§ DIRECTIONS:
The data must be given again exactly as written, with all images omitted.

►

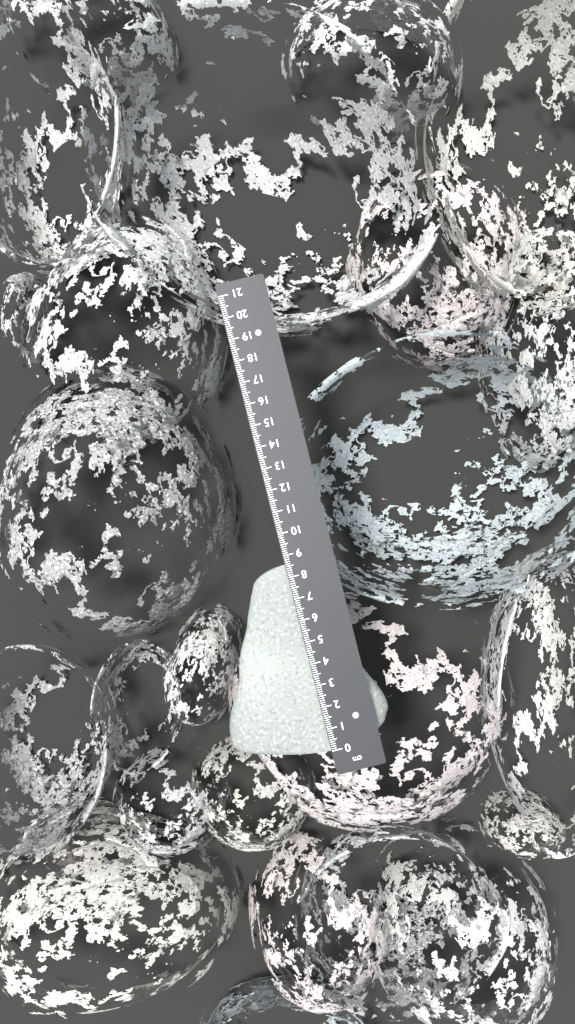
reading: 8.6 cm
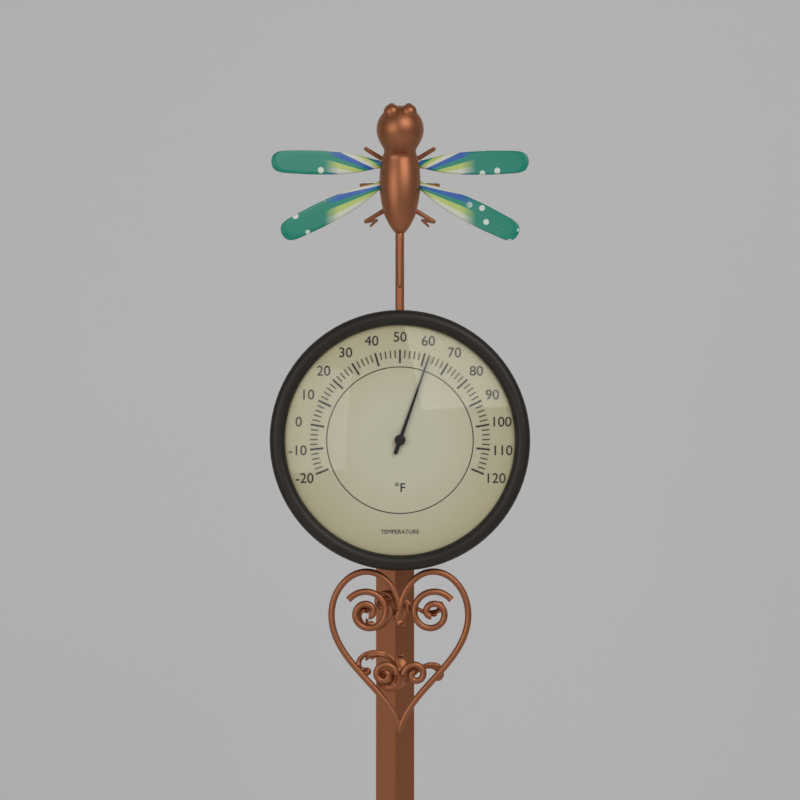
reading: 62 °F
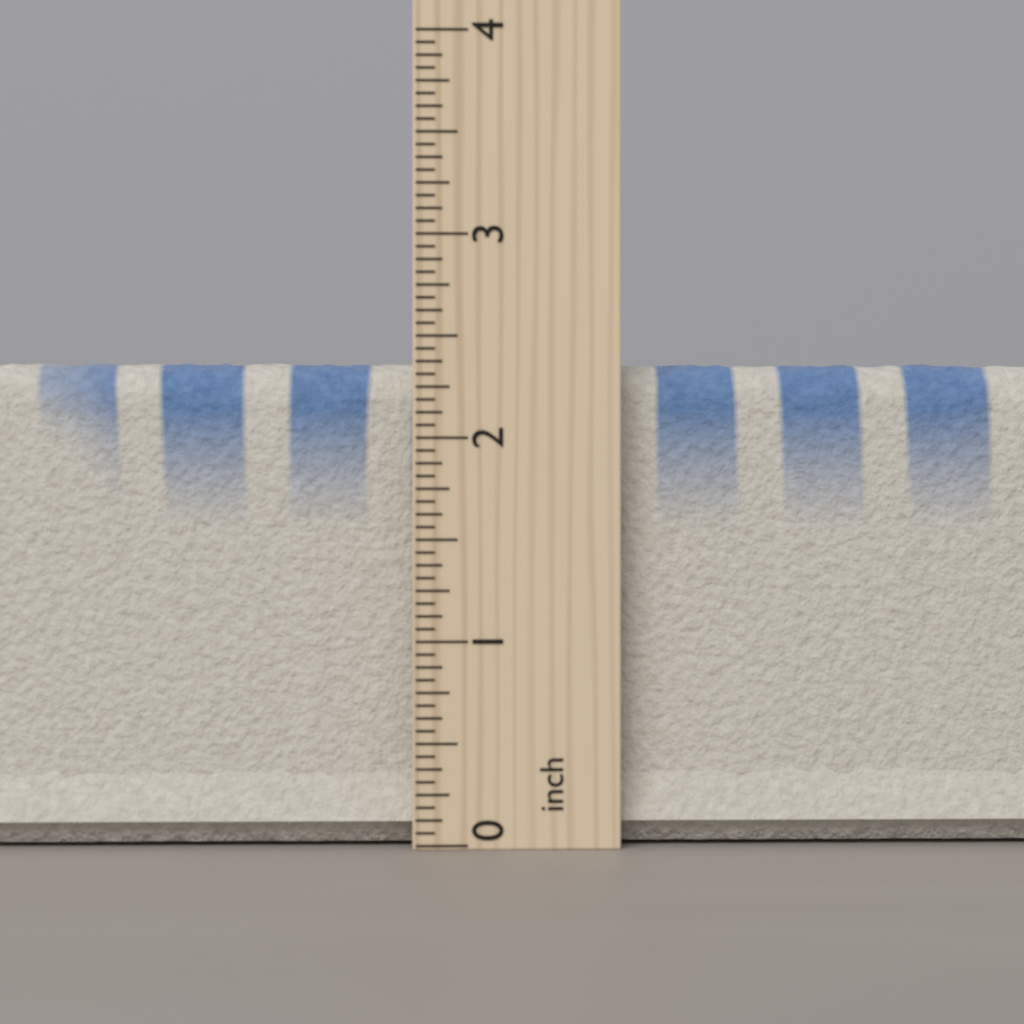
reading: 2.5000 inch
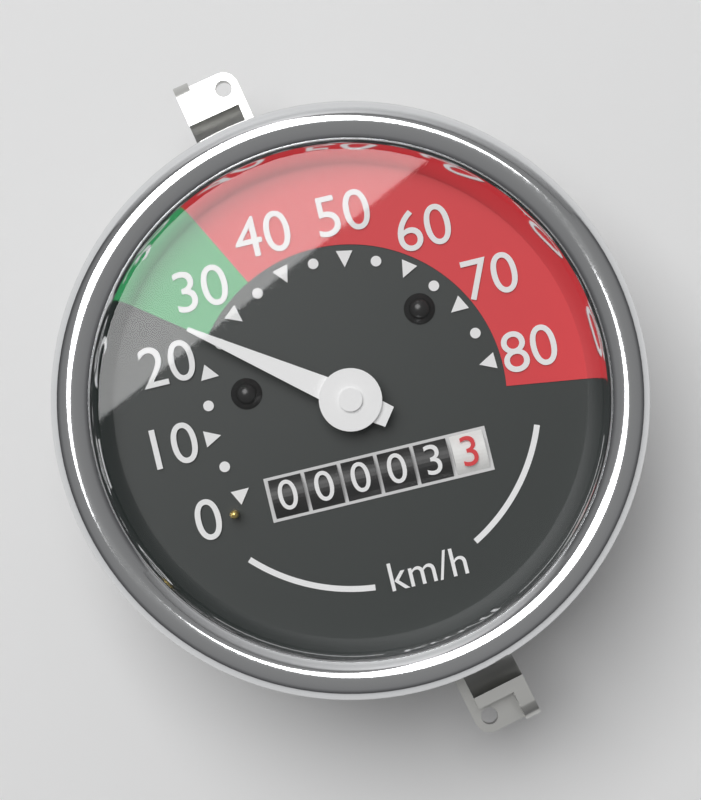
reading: 25 km/h
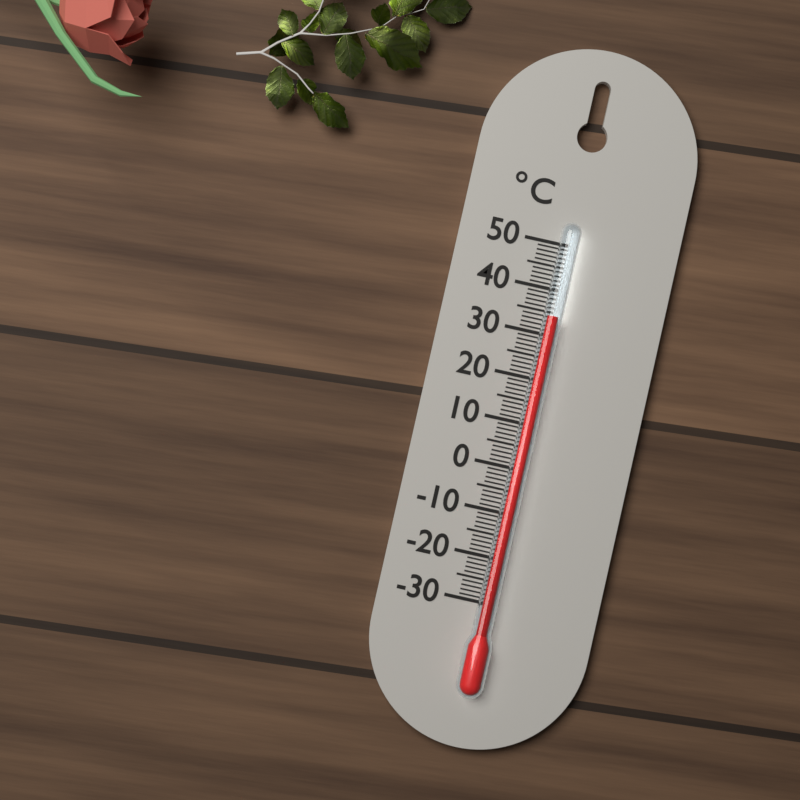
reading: 34 °C
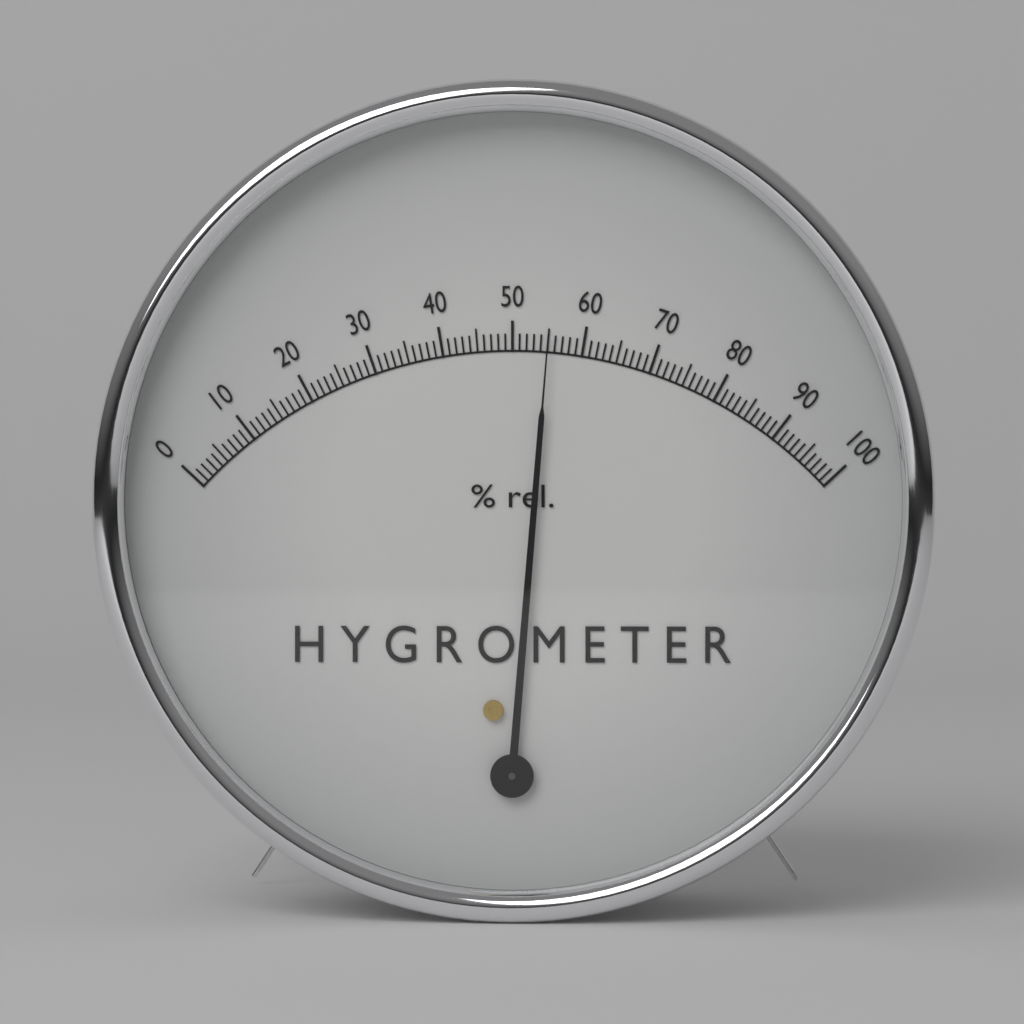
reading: 55 %
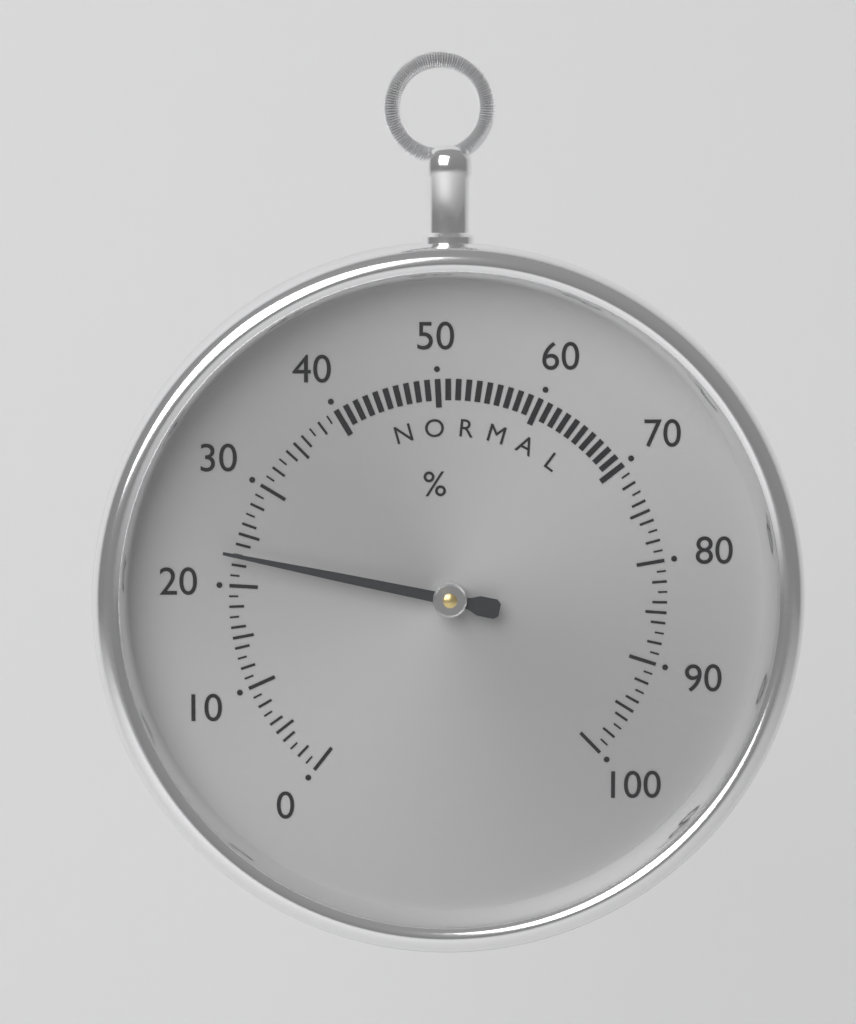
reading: 23 %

◄

§ WRITTEN REPLY:
reading: 8.6 cm
reading: 62 °F
reading: 2.5000 inch
reading: 25 km/h
reading: 34 °C
reading: 55 %
reading: 23 %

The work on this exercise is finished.